Death of a Nationalist Read online

Page 14


  Tejada had a considerably longer trip home. He got lost in the darkened streets a few times, but hardly noticed the extra steps. It was several hours past midnight when he finally reached the post. Sergeant González, the ranking officer on the night shift, greeted him with some surprise. “Tejada! Something happening? Do we need backup?”

  “No, it’s nothing.” Tejada did not break stride.

  “You been out on the town?” González asked sociably. “The lieutenant told me you had dinner with a girl. Thin, he said, but not bad looking. Did you enjoy yourself?”

  Tejada froze, halfway up the stairs, and for an instant his knuckles gleamed white on the banister. “Go to hell, Gon-zález!” he said quietly. Then he was up the stairs and away.

  Chapter 14

  Good Friday dawned, clear and brilliantly sunny. Gonzalo had just finished shaving and Carmen was scrubbing Aleja’s face when someone pounded violently on the door. Brother and sister exchanged glances. Then Gonzalo snatched his razor and headed for the bedroom. The knocking continued. “Who is it?” Carmen called, as loudly as possible. The closet door swung shut behind Gonzalo.

  “Me,” said a voice faintly. “Carmen, mujer, let me in, it’s important.”

  Carmen warily opened the door, and discovered Manuela Arcé on the threshold, breathing heavily. She gave a sigh of relief. Manuela pushed her way hastily into the apartment and closed the door carefully behind her. Then she shepherded her friend into the living room. “Where’s Gonzalo?” she said in a low voice.

  “Gonzalo?” Carmen repeated, disconcerted. “I don’t know.” She would not have grudged the knowledge to Manuela, but it was not the sort of question one answered lightly.

  Manuela heaved a sigh of relief. “He got away already then. That’s good. Never mind. Sorry to disturb you so early.”

  She turned as if to go, but Carmen laid a hand on her arm. “What do you mean, already? Why did you come?”

  “You don’t know?” Manuela lowered her voice, and then spoke very quickly. “A friend of Javier’s said he saw Old Tacho last night. You know, the churro vendor. He said Tacho was drunk as a skunk and blubbering into his wine about how thirty pieces of silver ought to buy more bread.”

  “What?” Carmen went white.

  “Javier’s friend finally managed to get out of him that he’d run into Gonzalo yesterday. Tacho’s ratted on him for the reward. The guardia civil know about Gonzalo. They could be here any minute.” Manuela turned to leave again.

  “Why didn’t you tell me sooner?” Carmen protested.
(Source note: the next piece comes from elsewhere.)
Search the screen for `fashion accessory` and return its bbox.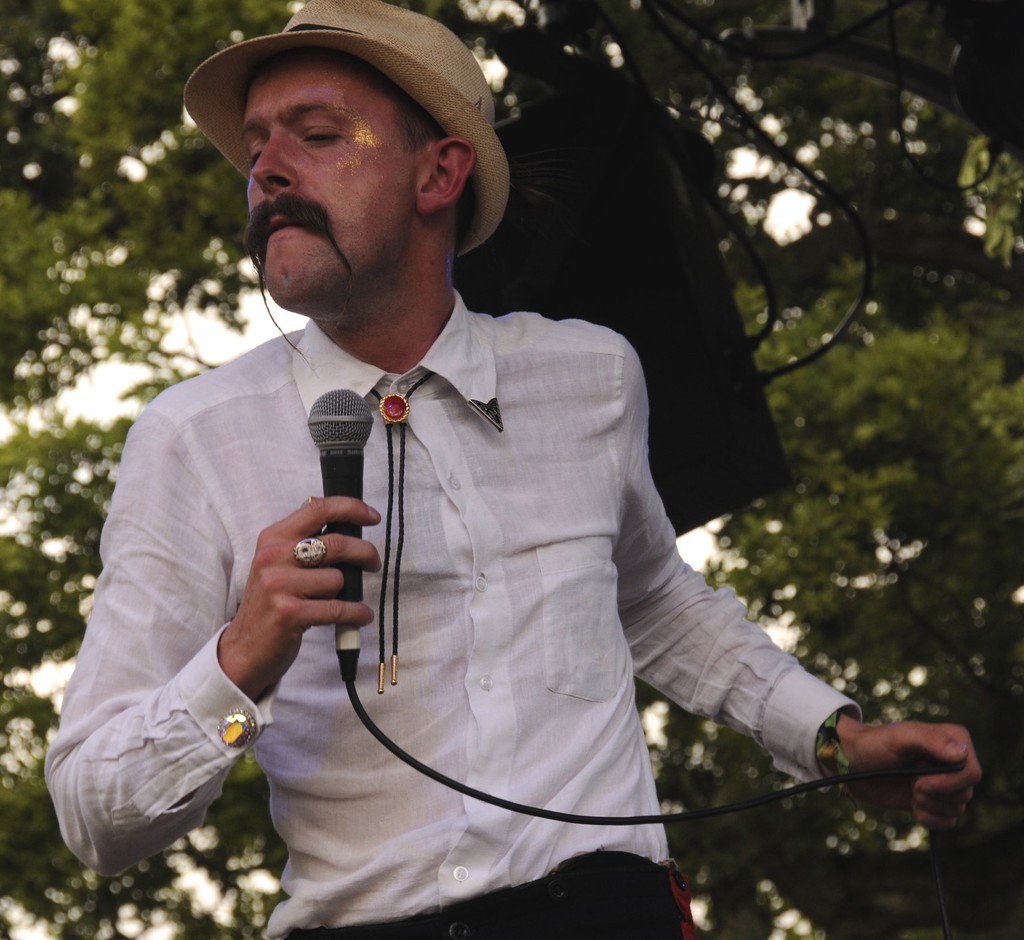
Found: locate(293, 531, 330, 573).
  “I only just found out,” Manuela snapped. “I was hoping for news of Javier, if you must know.”

  “Who is this friend?” Carmen demanded.

  “A friend. Someone you can trust.” Manuela was already in the foyer.

  Carmen’s mind was working frantically. “Did he tell you anything about Javier?”

  Manuela shook her head, her face bitter. “Nitchevó.”

  The Russian word confirmed Carmen’s half-formed suspicion. “Manuela!” She seized her friend’s arm and held it. “Gon-zalo’s still here. If this friend of yours can help him . . .”

  Manuela hesitated. “I’ll ask,” she said. “But I don’t know. And it won’t come free.”

  “Where can they meet?”

  “Try the Cathedral of San Isidro,” Manuela said quickly. “Sometime this afternoon. The burial chapel, and look below the undamaged window. Someone will ask him if he’s seen anything of Isabel lately. He should just say, ‘Not since she was married.’ But I’m not making promises.”

  “Bless you!”

  Carmen embraced Manuela, who quickly disengaged herself. “Let me get out of here, you idiot. The Guardia are probably already on their way.”

  She slipped out, and Carmen ran for the bedroom. She yanked open the closet door and hastily told her brother what Manuela had said. Gonzalo, swearing softly, reached for his coat and slid his gun into the pocket once more. “No point taking any bags,” he said. “I’m trying to stay inconspicuous.”

  Carmen felt her eyes beginning to tear. “Manuela said they might want money. But maybe if you can persuade them . . .”

  “We’ll see,” Gonzalo said, although he was not optimistic.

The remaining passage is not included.